Eric Trump asked hotel exec to revamp firm's outdated bookkeeping
Eric Trump needed help with the Trump Organization's finances after the company's chief financial officer Allen Weisselberg was removed from his role following his indictment in 2021, according to Trump Hotels executive Mark Hawthorn.
According to Hawthorn's testimony, the company relied on an outdated and inefficient approach to bookkeeping, including authorizing only three individuals -- Weisselberg, Donald Trump Jr. and Eric Trump -- to write checks for the Trump Organization until as late as 2021.
Weisselberg signed most of the company's disbursements, leaving Eric and Don Jr. in uncharted waters once Weisselberg was removed, Hawthorn said.
"He had a stack of checks [on his desk] to sign that was very high," Hawthorn recalled regarding a summer 2021 meeting during which he said Eric Trump requested Hawthorn's help applying his experience running Trump's hotel division.
"Mark, how do you do this in the hotel division?" Eric asked, according to Hawthorn.
"We don't do it like this," Hawthorn said he replied.

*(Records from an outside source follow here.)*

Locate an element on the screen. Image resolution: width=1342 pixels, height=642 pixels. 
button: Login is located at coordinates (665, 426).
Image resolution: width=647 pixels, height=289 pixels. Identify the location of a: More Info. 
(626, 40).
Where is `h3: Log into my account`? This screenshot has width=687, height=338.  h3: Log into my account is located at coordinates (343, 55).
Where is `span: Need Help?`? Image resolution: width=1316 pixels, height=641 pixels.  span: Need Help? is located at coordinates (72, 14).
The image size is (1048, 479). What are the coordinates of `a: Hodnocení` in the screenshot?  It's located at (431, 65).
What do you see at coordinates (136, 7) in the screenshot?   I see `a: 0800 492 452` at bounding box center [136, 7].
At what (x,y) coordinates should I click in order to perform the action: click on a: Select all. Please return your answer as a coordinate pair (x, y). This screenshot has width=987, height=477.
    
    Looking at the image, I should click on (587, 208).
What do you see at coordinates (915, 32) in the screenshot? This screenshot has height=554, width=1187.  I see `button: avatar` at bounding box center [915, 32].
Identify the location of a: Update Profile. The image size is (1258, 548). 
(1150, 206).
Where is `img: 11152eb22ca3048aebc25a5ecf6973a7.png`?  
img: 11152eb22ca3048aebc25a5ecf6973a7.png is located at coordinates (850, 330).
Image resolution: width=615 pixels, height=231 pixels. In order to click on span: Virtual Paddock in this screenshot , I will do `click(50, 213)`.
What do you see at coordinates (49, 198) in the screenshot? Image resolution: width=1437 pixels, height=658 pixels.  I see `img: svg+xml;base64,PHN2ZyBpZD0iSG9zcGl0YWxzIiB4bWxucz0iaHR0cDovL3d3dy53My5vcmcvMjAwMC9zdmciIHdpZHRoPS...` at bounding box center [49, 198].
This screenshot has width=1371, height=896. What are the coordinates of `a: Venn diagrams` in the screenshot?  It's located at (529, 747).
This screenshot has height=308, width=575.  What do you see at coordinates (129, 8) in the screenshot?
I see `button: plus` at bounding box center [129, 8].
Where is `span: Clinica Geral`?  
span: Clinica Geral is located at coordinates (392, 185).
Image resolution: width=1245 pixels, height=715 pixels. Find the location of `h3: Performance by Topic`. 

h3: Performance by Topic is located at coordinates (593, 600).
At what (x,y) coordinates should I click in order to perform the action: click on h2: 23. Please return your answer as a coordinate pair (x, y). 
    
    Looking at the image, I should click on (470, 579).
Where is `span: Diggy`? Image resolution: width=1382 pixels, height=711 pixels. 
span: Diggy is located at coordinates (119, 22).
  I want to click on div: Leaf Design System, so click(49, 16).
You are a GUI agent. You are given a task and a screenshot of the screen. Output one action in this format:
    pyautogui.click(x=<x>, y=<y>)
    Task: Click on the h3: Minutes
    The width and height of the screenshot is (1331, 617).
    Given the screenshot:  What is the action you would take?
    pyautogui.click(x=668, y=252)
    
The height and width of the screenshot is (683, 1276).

The meeting, according to Hawthorn, prompted him to begin an effort to revise the Trump's Organization's bookkeeping policies to replicate his work in Trump's hotel division, which he ran as its chief operating officer. Following Eric Trump's request, he imposed a standardized paperless approach to bookkeeping, so entities could be compared on an "apples to apples basis," Hawthorn testified.